Guatemala’s Anti-Corruption Star Dims
26 May 2023 ( Foreign Policy )
Another Tick in the Autocracy Column?
Guatemala, Central America’s most populous country at over 17 million people, will hold presidential and parliamentary elections next month. A drumbeat of evidence of democratic backsliding has preceded the vote.
Last week, the top-polling presidential contestant became the latest candidate to be disqualified on grounds that were disputed as political, while leading newspaper elPeriódico ceased publication amid a suite of government investigations targeting its journalists as well as the arrest of its founder and four of its lawyers. The events sent a chilling effect across Guatemalan media, as the newspaper had a long history of scrutinizing corruption within the Guatemalan government.
Even if there is no overt tampering with ballot boxes on June 25, the congressionally chosen electoral court’s use of “lawfare tactics to veto legitimate candidates” has already resulted in a vote that “lacks electoral integrity,” political scientist Lucas Perelló wrote in a briefing for consultancy Politico Tech Global.
Conservative President Alejandro Giammattei cannot run for reelection due to term limits, but he is highly unpopular and his party’s candidate is trailing in polls. Still, analysts including Perelló told Foreign Policy that the entrenched financial and political elites that Giammattei represents extend far beyond his party, and that their influence on institutions like the courts appears to be neutralizing any true threats to the political status quo. The presidential hopeful that perhaps posed the biggest such threat, left-wing Indigenous organizer Thelma Cabrera, came near the vote threshold needed to make the presidential runoff in 2019—but she was among the first candidates disqualified for this year’s race back in February.
Guatemala’s democratic decline is all the more striking given the fact that it was celebrated as an international anti-corruption success story just a decade ago.
After the country emerged from a decadeslong civil war in 1996, local reformers and international aid organizations worked together to try to establish a Guatemalan justice system with integrity. The U.S. Agency for International Development has contributed to those efforts since the 1990s, and in 2007, the United Nations partnered with Guatemalan prosecutors to set up an anti-corruption task force that went on to investigate some of the country’s most powerful politicians. It was called the International Commission against Impunity in Guatemala, or CICIG by its Spanish acronym.
In 2015, revelations from the CICIG prompted mass anti-corruption protests in the country, leading some observers to say that a “Guatemalan Spring” was underway. But after the task force started investigating President Jimmy Morales in 2017, Morales’s government began to effectively shut it down. In the years since, authorities from the Giammattei administration have removed some of the boldest anti-corruption judges and prosecutors.
Activists, judges, and reports by nongovernmental organization monitors have all concluded that “what we’re experiencing in Guatemala is a kind of revenge against all the actors who worked with the CICIG,” journalist Jody García of Plaza Pública told Foreign Policy.
A permissive U.S. stance played a role in Morales’s closure of the CICIG. After Donald Trump became U.S. president in 2017, Washington went from being the CICIG’s public champion and biggest financial backer to staying largely silent about its dismantling. Former CICIG head Iván Velásquez told Reveal that Trump made a deal with Morales in which Trump stayed silent about corruption in Guatemala in exchange for Guatemala accepting asylum-seekers who were trying to travel north to the United States.
Officials in the Joe Biden administration, for their part, have repeatedly said that promoting good governance—including supporting both anti-corruption champions and journalists—is a key part of their strategy toward Central America. But in practice, jailed elPeriódico founder José Rubén Zamora told the New Yorker last month, press freedom appears to have been subsumed by other policy priorities. Washington is currently counting on Guatemala’s partnership to create regional processing centers for northbound migrants. U.S. officials have issued some statements about Zamora’s case, but “a tweet is not going to get me out of here,” he said.
Guatemala’s democratic backsliding is part of a broader Central American trend that includes dramatic crackdowns on dissent in Nicaragua and El Salvador. Yet there is one important exception in the neighborhood. In Honduras, political organizers remarkably threw off 12 years of rule by the same political party in November 2021. Perelló and political scientist Will Freeman wrote in the Journal of Democracy that “for opposition parties and movements elsewhere, Honduras offers an instructive example”: Even in what appeared to be a competitive authoritarian regime, years of “refusing to abandon the electoral area and investing in grassroots organizing” can bear fruit.
In Guatemala, it’s far harder to build the type of national grassroots movement that triumphed in Honduras because of the huge diversity between urban and rural communities, Freeman told Foreign Policy. Over 40 percent of Guatemalans identify as Indigenous, and many speak a variety of different Indigenous languages rather than Spanish. In Guatemala, both the opposition and the groups in power “are each more diverse than in Honduras,” he added.
Still, both scholars said, that doesn’t mean political organizing would be in vain. The opposition “should really engage in a meaningful process of party-building within the country,” Perelló said.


_YOUR GOAL_
Every record below is to be repeated exactly, with the pictures left out.

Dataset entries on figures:
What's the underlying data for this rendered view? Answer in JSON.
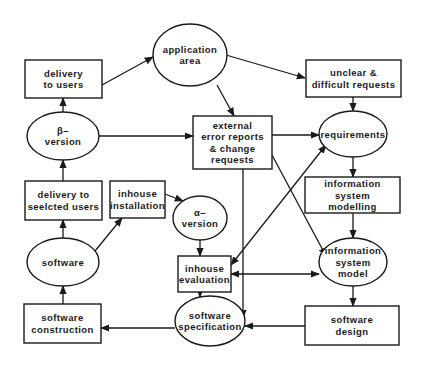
{
  "diagram": {
    "type": "flow-cycle",
    "colors": {
      "stroke": "#1a1a1a",
      "fill": "#ffffff",
      "text": "#1a1a1a"
    },
    "nodes": [
      {
        "id": "application_area",
        "shape": "ellipse",
        "lines": [
          "application",
          "area"
        ],
        "cx": 190,
        "cy": 55,
        "rx": 37,
        "ry": 31
      },
      {
        "id": "delivery_to_users",
        "shape": "rect",
        "lines": [
          "delivery",
          "to users"
        ],
        "x": 25,
        "y": 60,
        "w": 77,
        "h": 38
      },
      {
        "id": "unclear_requests",
        "shape": "rect",
        "lines": [
          "unclear &",
          "difficult requests"
        ],
        "x": 306,
        "y": 60,
        "w": 95,
        "h": 37
      },
      {
        "id": "beta_version",
        "shape": "ellipse",
        "lines": [
          "β–",
          "version"
        ],
        "cx": 63,
        "cy": 136,
        "rx": 36,
        "ry": 24
      },
      {
        "id": "external_error_reports",
        "shape": "rect",
        "lines": [
          "external",
          "error reports",
          "& change",
          "requests"
        ],
        "x": 193,
        "y": 116,
        "w": 79,
        "h": 53
      },
      {
        "id": "requirements",
        "shape": "ellipse",
        "lines": [
          "requirements"
        ],
        "cx": 353,
        "cy": 134,
        "rx": 34,
        "ry": 23
      },
      {
        "id": "delivery_to_selected_users",
        "shape": "rect",
        "lines": [
          "delivery to",
          "seelcted users"
        ],
        "x": 25,
        "y": 181,
        "w": 77,
        "h": 39
      },
      {
        "id": "inhouse_installation",
        "shape": "rect",
        "lines": [
          "inhouse",
          "installation"
        ],
        "x": 110,
        "y": 181,
        "w": 55,
        "h": 37
      },
      {
        "id": "alpha_version",
        "shape": "ellipse",
        "lines": [
          "α–",
          "version"
        ],
        "cx": 200,
        "cy": 218,
        "rx": 27,
        "ry": 22
      },
      {
        "id": "information_system_modelling",
        "shape": "rect",
        "lines": [
          "information",
          "system",
          "modelling"
        ],
        "x": 305,
        "y": 177,
        "w": 95,
        "h": 36
      },
      {
        "id": "software",
        "shape": "ellipse",
        "lines": [
          "software"
        ],
        "cx": 63,
        "cy": 262,
        "rx": 36,
        "ry": 24
      },
      {
        "id": "inhouse_evaluation",
        "shape": "rect",
        "lines": [
          "inhouse",
          "evaluation"
        ],
        "x": 178,
        "y": 256,
        "w": 53,
        "h": 36
      },
      {
        "id": "information_system_model",
        "shape": "ellipse",
        "lines": [
          "information",
          "system",
          "model"
        ],
        "cx": 353,
        "cy": 262,
        "rx": 34,
        "ry": 24
      },
      {
        "id": "software_construction",
        "shape": "rect",
        "lines": [
          "software",
          "construction"
        ],
        "x": 24,
        "y": 304,
        "w": 77,
        "h": 39
      },
      {
        "id": "software_specification",
        "shape": "ellipse",
        "lines": [
          "software",
          "specification"
        ],
        "cx": 210,
        "cy": 321,
        "rx": 35,
        "ry": 25
      },
      {
        "id": "software_design",
        "shape": "rect",
        "lines": [
          "software",
          "design"
        ],
        "x": 305,
        "y": 306,
        "w": 94,
        "h": 39
      }
    ],
    "edges": [
      {
        "from": "delivery_to_users",
        "to": "application_area",
        "points": [
          [
            102,
            85
          ],
          [
            153,
            57
          ]
        ],
        "arrow": "end"
      },
      {
        "from": "application_area",
        "to": "unclear_requests",
        "points": [
          [
            226,
            55
          ],
          [
            305,
            78
          ]
        ],
        "arrow": "end"
      },
      {
        "from": "application_area",
        "to": "external_error_reports",
        "points": [
          [
            217,
            85
          ],
          [
            234,
            116
          ]
        ],
        "arrow": "end"
      },
      {
        "from": "beta_version",
        "to": "delivery_to_users",
        "points": [
          [
            63,
            112
          ],
          [
            63,
            98
          ]
        ],
        "arrow": "end"
      },
      {
        "from": "beta_version",
        "to": "external_error_reports",
        "points": [
          [
            99,
            136
          ],
          [
            193,
            136
          ]
        ],
        "arrow": "end"
      },
      {
        "from": "unclear_requests",
        "to": "requirements",
        "points": [
          [
            353,
            97
          ],
          [
            353,
            111
          ]
        ],
        "arrow": "end"
      },
      {
        "from": "external_error_reports",
        "to": "requirements",
        "points": [
          [
            272,
            135
          ],
          [
            319,
            135
          ]
        ],
        "arrow": "end"
      },
      {
        "from": "external_error_reports",
        "to": "information_system_model",
        "points": [
          [
            272,
            155
          ],
          [
            326,
            256
          ]
        ],
        "arrow": "end"
      },
      {
        "from": "external_error_reports",
        "to": "software_specification",
        "points": [
          [
            243,
            169
          ],
          [
            243,
            318
          ]
        ],
        "arrow": "end"
      },
      {
        "from": "inhouse_evaluation",
        "to": "requirements",
        "points": [
          [
            231,
            265
          ],
          [
            326,
            145
          ]
        ],
        "arrow": "both"
      },
      {
        "from": "delivery_to_selected_users",
        "to": "beta_version",
        "points": [
          [
            63,
            181
          ],
          [
            63,
            160
          ]
        ],
        "arrow": "end"
      },
      {
        "from": "inhouse_installation",
        "to": "alpha_version",
        "points": [
          [
            165,
            194
          ],
          [
            183,
            201
          ]
        ],
        "arrow": "end"
      },
      {
        "from": "requirements",
        "to": "information_system_modelling",
        "points": [
          [
            353,
            157
          ],
          [
            353,
            177
          ]
        ],
        "arrow": "end"
      },
      {
        "from": "software",
        "to": "delivery_to_selected_users",
        "points": [
          [
            63,
            238
          ],
          [
            63,
            220
          ]
        ],
        "arrow": "end"
      },
      {
        "from": "software",
        "to": "inhouse_installation",
        "points": [
          [
            95,
            251
          ],
          [
            122,
            218
          ]
        ],
        "arrow": "end"
      },
      {
        "from": "alpha_version",
        "to": "inhouse_evaluation",
        "points": [
          [
            200,
            240
          ],
          [
            200,
            256
          ]
        ],
        "arrow": "end"
      },
      {
        "from": "information_system_modelling",
        "to": "information_system_model",
        "points": [
          [
            353,
            213
          ],
          [
            353,
            238
          ]
        ],
        "arrow": "end"
      },
      {
        "from": "inhouse_evaluation",
        "to": "information_system_model",
        "points": [
          [
            231,
            274
          ],
          [
            319,
            274
          ]
        ],
        "arrow": "both"
      },
      {
        "from": "inhouse_evaluation",
        "to": "software_specification",
        "points": [
          [
            200,
            292
          ],
          [
            200,
            297
          ]
        ],
        "arrow": "end"
      },
      {
        "from": "information_system_model",
        "to": "software_design",
        "points": [
          [
            353,
            286
          ],
          [
            353,
            306
          ]
        ],
        "arrow": "end"
      },
      {
        "from": "software_construction",
        "to": "software",
        "points": [
          [
            63,
            304
          ],
          [
            63,
            286
          ]
        ],
        "arrow": "end"
      },
      {
        "from": "software_specification",
        "to": "software_construction",
        "points": [
          [
            175,
            328
          ],
          [
            101,
            328
          ]
        ],
        "arrow": "end"
      },
      {
        "from": "software_design",
        "to": "software_specification",
        "points": [
          [
            305,
            326
          ],
          [
            245,
            326
          ]
        ],
        "arrow": "end"
      }
    ]
  }
}
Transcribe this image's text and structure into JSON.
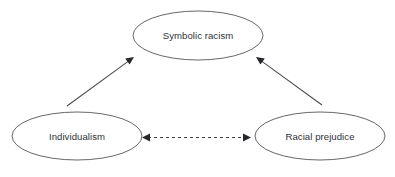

_ANSWER SPACE_
What's the underlying data for this rendered view? Answer in JSON.
{
  "diagram": {
    "type": "flow-cycle",
    "colors": {
      "stroke": "#1a1a1a",
      "fill": "#ffffff",
      "text": "#1a1a1a"
    },
    "nodes": [
      {
        "id": "application_area",
        "shape": "ellipse",
        "lines": [
          "application",
          "area"
        ],
        "cx": 190,
        "cy": 55,
        "rx": 37,
        "ry": 31
      },
      {
        "id": "delivery_to_users",
        "shape": "rect",
        "lines": [
          "delivery",
          "to users"
        ],
        "x": 25,
        "y": 60,
        "w": 77,
        "h": 38
      },
      {
        "id": "unclear_requests",
        "shape": "rect",
        "lines": [
          "unclear &",
          "difficult requests"
        ],
        "x": 306,
        "y": 60,
        "w": 95,
        "h": 37
      },
      {
        "id": "beta_version",
        "shape": "ellipse",
        "lines": [
          "β–",
          "version"
        ],
        "cx": 63,
        "cy": 136,
        "rx": 36,
        "ry": 24
      },
      {
        "id": "external_error_reports",
        "shape": "rect",
        "lines": [
          "external",
          "error reports",
          "& change",
          "requests"
        ],
        "x": 193,
        "y": 116,
        "w": 79,
        "h": 53
      },
      {
        "id": "requirements",
        "shape": "ellipse",
        "lines": [
          "requirements"
        ],
        "cx": 353,
        "cy": 134,
        "rx": 34,
        "ry": 23
      },
      {
        "id": "delivery_to_selected_users",
        "shape": "rect",
        "lines": [
          "delivery to",
          "seelcted users"
        ],
        "x": 25,
        "y": 181,
        "w": 77,
        "h": 39
      },
      {
        "id": "inhouse_installation",
        "shape": "rect",
        "lines": [
          "inhouse",
          "installation"
        ],
        "x": 110,
        "y": 181,
        "w": 55,
        "h": 37
      },
      {
        "id": "alpha_version",
        "shape": "ellipse",
        "lines": [
          "α–",
          "version"
        ],
        "cx": 200,
        "cy": 218,
        "rx": 27,
        "ry": 22
      },
      {
        "id": "information_system_modelling",
        "shape": "rect",
        "lines": [
          "information",
          "system",
          "modelling"
        ],
        "x": 305,
        "y": 177,
        "w": 95,
        "h": 36
      },
      {
        "id": "software",
        "shape": "ellipse",
        "lines": [
          "software"
        ],
        "cx": 63,
        "cy": 262,
        "rx": 36,
        "ry": 24
      },
      {
        "id": "inhouse_evaluation",
        "shape": "rect",
        "lines": [
          "inhouse",
          "evaluation"
        ],
        "x": 178,
        "y": 256,
        "w": 53,
        "h": 36
      },
      {
        "id": "information_system_model",
        "shape": "ellipse",
        "lines": [
          "information",
          "system",
          "model"
        ],
        "cx": 353,
        "cy": 262,
        "rx": 34,
        "ry": 24
      },
      {
        "id": "software_construction",
        "shape": "rect",
        "lines": [
          "software",
          "construction"
        ],
        "x": 24,
        "y": 304,
        "w": 77,
        "h": 39
      },
      {
        "id": "software_specification",
        "shape": "ellipse",
        "lines": [
          "software",
          "specification"
        ],
        "cx": 210,
        "cy": 321,
        "rx": 35,
        "ry": 25
      },
      {
        "id": "software_design",
        "shape": "rect",
        "lines": [
          "software",
          "design"
        ],
        "x": 305,
        "y": 306,
        "w": 94,
        "h": 39
      }
    ],
    "edges": [
      {
        "from": "delivery_to_users",
        "to": "application_area",
        "points": [
          [
            102,
            85
          ],
          [
            153,
            57
          ]
        ],
        "arrow": "end"
      },
      {
        "from": "application_area",
        "to": "unclear_requests",
        "points": [
          [
            226,
            55
          ],
          [
            305,
            78
          ]
        ],
        "arrow": "end"
      },
      {
        "from": "application_area",
        "to": "external_error_reports",
        "points": [
          [
            217,
            85
          ],
          [
            234,
            116
          ]
        ],
        "arrow": "end"
      },
      {
        "from": "beta_version",
        "to": "delivery_to_users",
        "points": [
          [
            63,
            112
          ],
          [
            63,
            98
          ]
        ],
        "arrow": "end"
      },
      {
        "from": "beta_version",
        "to": "external_error_reports",
        "points": [
          [
            99,
            136
          ],
          [
            193,
            136
          ]
        ],
        "arrow": "end"
      },
      {
        "from": "unclear_requests",
        "to": "requirements",
        "points": [
          [
            353,
            97
          ],
          [
            353,
            111
          ]
        ],
        "arrow": "end"
      },
      {
        "from": "external_error_reports",
        "to": "requirements",
        "points": [
          [
            272,
            135
          ],
          [
            319,
            135
          ]
        ],
        "arrow": "end"
      },
      {
        "from": "external_error_reports",
        "to": "information_system_model",
        "points": [
          [
            272,
            155
          ],
          [
            326,
            256
          ]
        ],
        "arrow": "end"
      },
      {
        "from": "external_error_reports",
        "to": "software_specification",
        "points": [
          [
            243,
            169
          ],
          [
            243,
            318
          ]
        ],
        "arrow": "end"
      },
      {
        "from": "inhouse_evaluation",
        "to": "requirements",
        "points": [
          [
            231,
            265
          ],
          [
            326,
            145
          ]
        ],
        "arrow": "both"
      },
      {
        "from": "delivery_to_selected_users",
        "to": "beta_version",
        "points": [
          [
            63,
            181
          ],
          [
            63,
            160
          ]
        ],
        "arrow": "end"
      },
      {
        "from": "inhouse_installation",
        "to": "alpha_version",
        "points": [
          [
            165,
            194
          ],
          [
            183,
            201
          ]
        ],
        "arrow": "end"
      },
      {
        "from": "requirements",
        "to": "information_system_modelling",
        "points": [
          [
            353,
            157
          ],
          [
            353,
            177
          ]
        ],
        "arrow": "end"
      },
      {
        "from": "software",
        "to": "delivery_to_selected_users",
        "points": [
          [
            63,
            238
          ],
          [
            63,
            220
          ]
        ],
        "arrow": "end"
      },
      {
        "from": "software",
        "to": "inhouse_installation",
        "points": [
          [
            95,
            251
          ],
          [
            122,
            218
          ]
        ],
        "arrow": "end"
      },
      {
        "from": "alpha_version",
        "to": "inhouse_evaluation",
        "points": [
          [
            200,
            240
          ],
          [
            200,
            256
          ]
        ],
        "arrow": "end"
      },
      {
        "from": "information_system_modelling",
        "to": "information_system_model",
        "points": [
          [
            353,
            213
          ],
          [
            353,
            238
          ]
        ],
        "arrow": "end"
      },
      {
        "from": "inhouse_evaluation",
        "to": "information_system_model",
        "points": [
          [
            231,
            274
          ],
          [
            319,
            274
          ]
        ],
        "arrow": "both"
      },
      {
        "from": "inhouse_evaluation",
        "to": "software_specification",
        "points": [
          [
            200,
            292
          ],
          [
            200,
            297
          ]
        ],
        "arrow": "end"
      },
      {
        "from": "information_system_model",
        "to": "software_design",
        "points": [
          [
            353,
            286
          ],
          [
            353,
            306
          ]
        ],
        "arrow": "end"
      },
      {
        "from": "software_construction",
        "to": "software",
        "points": [
          [
            63,
            304
          ],
          [
            63,
            286
          ]
        ],
        "arrow": "end"
      },
      {
        "from": "software_specification",
        "to": "software_construction",
        "points": [
          [
            175,
            328
          ],
          [
            101,
            328
          ]
        ],
        "arrow": "end"
      },
      {
        "from": "software_design",
        "to": "software_specification",
        "points": [
          [
            305,
            326
          ],
          [
            245,
            326
          ]
        ],
        "arrow": "end"
      }
    ]
  }
}
Transcribe this image's text and structure into JSON.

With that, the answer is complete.